▸ **What the exercise asks**:
From the line containing "Find the location" through the last line of the listing, output each line exactly as it stands. Omit pictures.

▸ **Input for this task**:
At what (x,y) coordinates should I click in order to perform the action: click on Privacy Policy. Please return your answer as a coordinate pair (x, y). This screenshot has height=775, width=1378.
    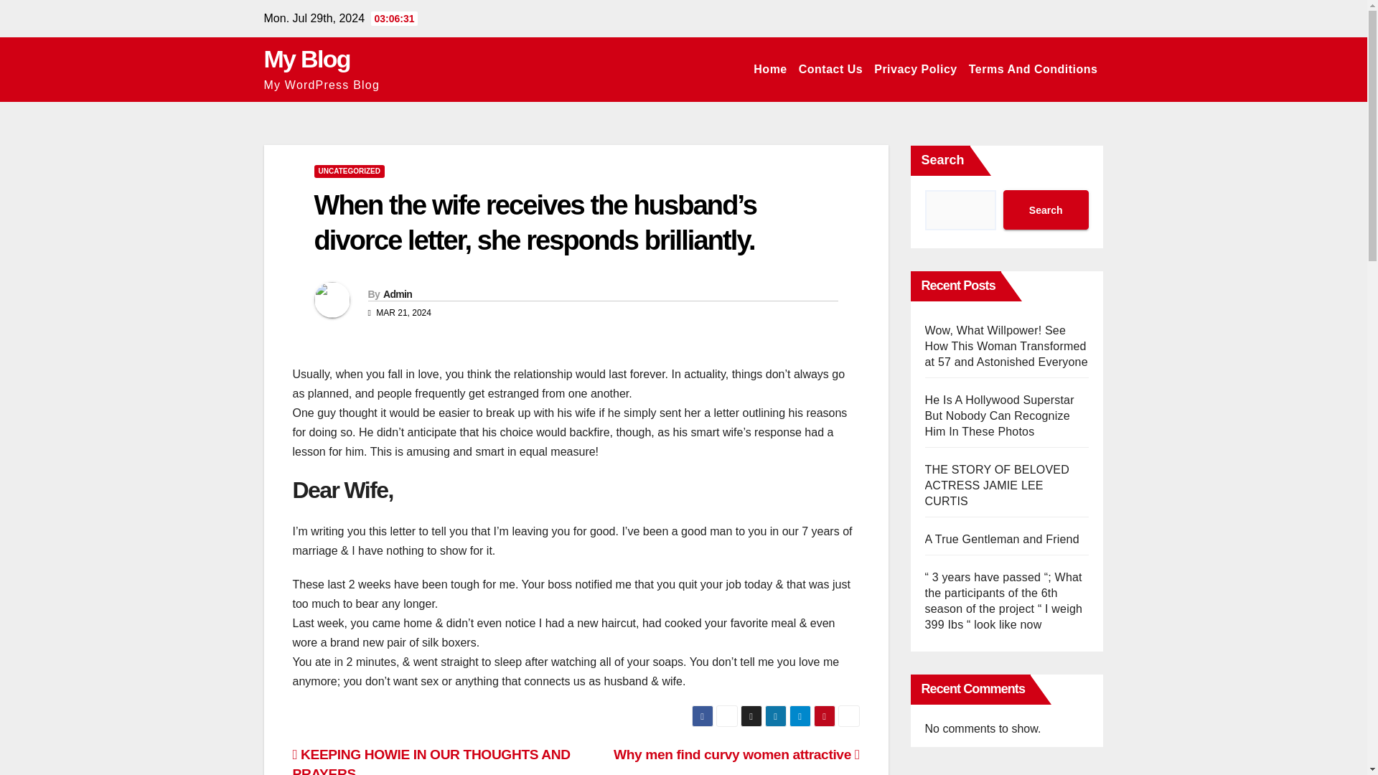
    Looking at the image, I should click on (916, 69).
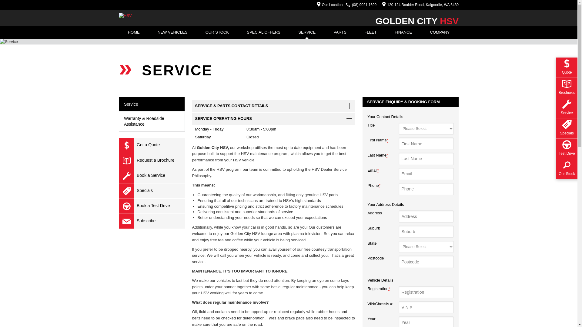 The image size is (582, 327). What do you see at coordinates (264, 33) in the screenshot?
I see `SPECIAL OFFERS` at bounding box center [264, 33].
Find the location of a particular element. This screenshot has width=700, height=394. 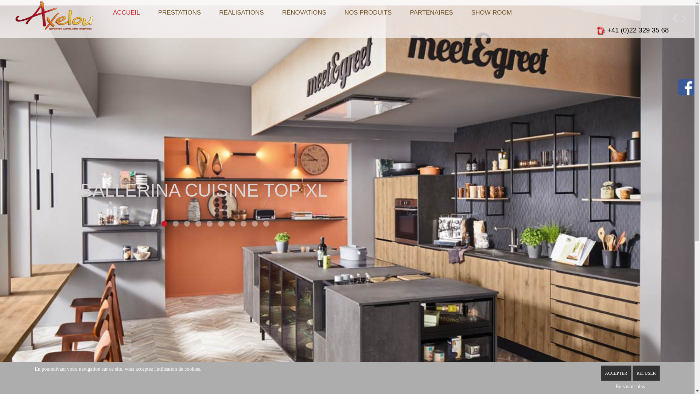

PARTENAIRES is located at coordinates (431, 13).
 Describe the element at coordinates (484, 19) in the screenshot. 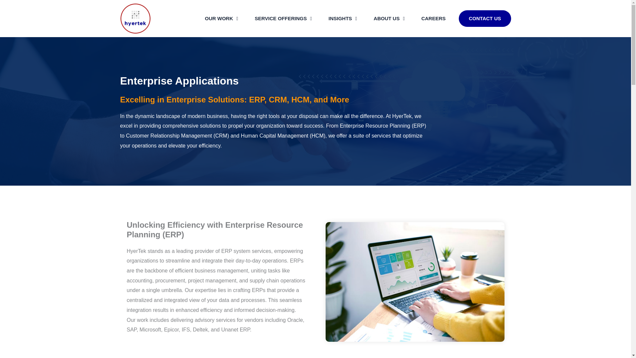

▸ **Response area**:
Find the location of a particular element. This screenshot has width=700, height=394. 

PARTENAIRES is located at coordinates (431, 13).
 Describe the element at coordinates (484, 19) in the screenshot. 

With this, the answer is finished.